Anyways, that’s probably an hour or more in the operating room to do all that, and you’re in the field, and you have 5 minutes before the patient is brain dead.

Hitting those vessels would be the worst case. However don’t forget there are also numerous medium-sized arteries throughout the abdomen owing to the large circulatory demands of the liver, intestines, kidney, pancreas, stomach, etc. Pretty much anywhere you get wounded in the abdomen, you’re likely to suffer a slow, heavy bleed that the squad medic is not qualified to hunt down and tie off.

Interesting trivia note. Hypochondria nowadays means the mistaken belief that you are ill when you’re not. But the original meaning of hypochondria was the region of your body that contained your liver, spleen, and gall bladder. If you want to be formally correct and distinguish between the two, the belief is hypochondriasis and the area is the hypochondrium.

The crossover arose from the ancient belief that the liver was the seat of emotions. So a person experiencing an emotional condition (like an unfounded fear of being ill) was suffering from a hypochondriac condition.

Relevant clip from the movie Three Kings: Gunshot wound scene

I certainly wouldn’t say that being shot in the gut is MORE lethal than being shot in the chest, but both are very likely to be lethal. When you hunt for deer, you want to shoot through the chest, as hitting the heart or lungs will usually very quickly put the deer down, as well as kill it very quickly.
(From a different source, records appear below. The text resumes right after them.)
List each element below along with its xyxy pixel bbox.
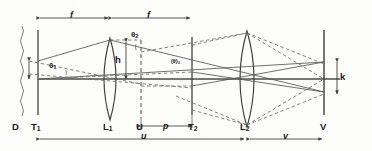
- dimension-label-u: u: [141, 132, 147, 141]
- dimension-label-f-left: f: [70, 11, 73, 20]
- component-label-L1: L1: [103, 122, 113, 133]
- optics-ray-diagram: f f θ1 θ2 (θ)3 h k D T1 L1 U T2 L2 V p u…: [0, 0, 372, 151]
- ray-solid-bundle: [38, 40, 324, 92]
- component-label-L2: L2: [240, 122, 250, 133]
- angle-label-theta-1: θ1: [49, 62, 57, 71]
- measure-label-h: h: [115, 55, 121, 65]
- component-label-D: D: [12, 122, 19, 132]
- component-label-T2: T2: [188, 122, 198, 133]
- dimension-label-v: v: [283, 132, 288, 141]
- component-label-V: V: [320, 122, 326, 132]
- angle-label-theta-2: θ2: [131, 31, 139, 40]
- diagram-canvas: [0, 0, 372, 151]
- dimension-label-f-right: f: [147, 11, 150, 20]
- measure-label-k: k: [340, 72, 345, 82]
- dimension-label-p: p: [163, 122, 169, 131]
- component-label-T1: T1: [31, 122, 41, 133]
- source-wavy-line-D: [21, 26, 24, 116]
- angle-label-theta-3: (θ)3: [171, 59, 180, 65]
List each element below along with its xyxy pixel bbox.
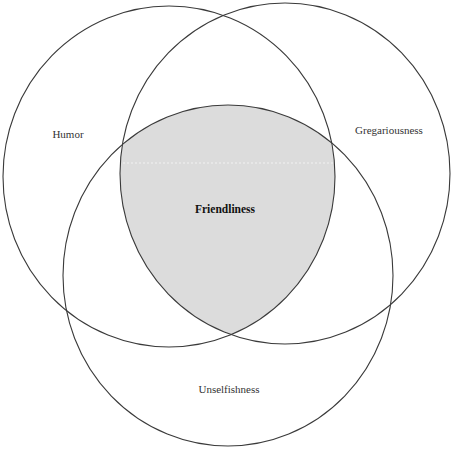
venn-diagram: Humor Gregariousness Unselfishness Frien… <box>0 0 451 453</box>
unselfishness-label: Unselfishness <box>198 383 259 395</box>
friendliness-label: Friendliness <box>195 203 256 215</box>
gregariousness-label: Gregariousness <box>355 124 423 136</box>
humor-label: Humor <box>52 128 84 140</box>
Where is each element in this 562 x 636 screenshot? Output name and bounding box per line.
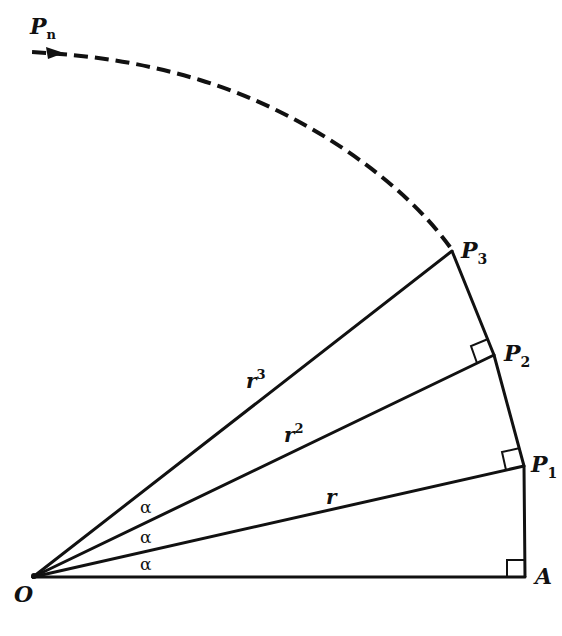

The result is lethal and fast, and humane, and also allows for quick recovery of the animal. Gut-shooting a deer is to be avoided. While eventually lethal, the deer can run for quite a long distance and time while the nastiness goes on in his abdomen. A gut-shot deer will often “get away”, only to die slowly many hundreds of yards away. And if you are able to track the deer, field dressing is a horrible, smelly, messy process.

In terms of war, shooting enemies in the gut means they will occupy much more time and effort on the part of their comrades, who will naturally want to extricate and treat the injured soldier. Wounding enemies is preferable to killing them, in many respects.

I am Joe’s Ticket to the Great Beyond?

Minor nitpick: If we’re talking about WWII Pacific theatre, you’re looking at either 6.5mm or 7.7mm holes in your patients.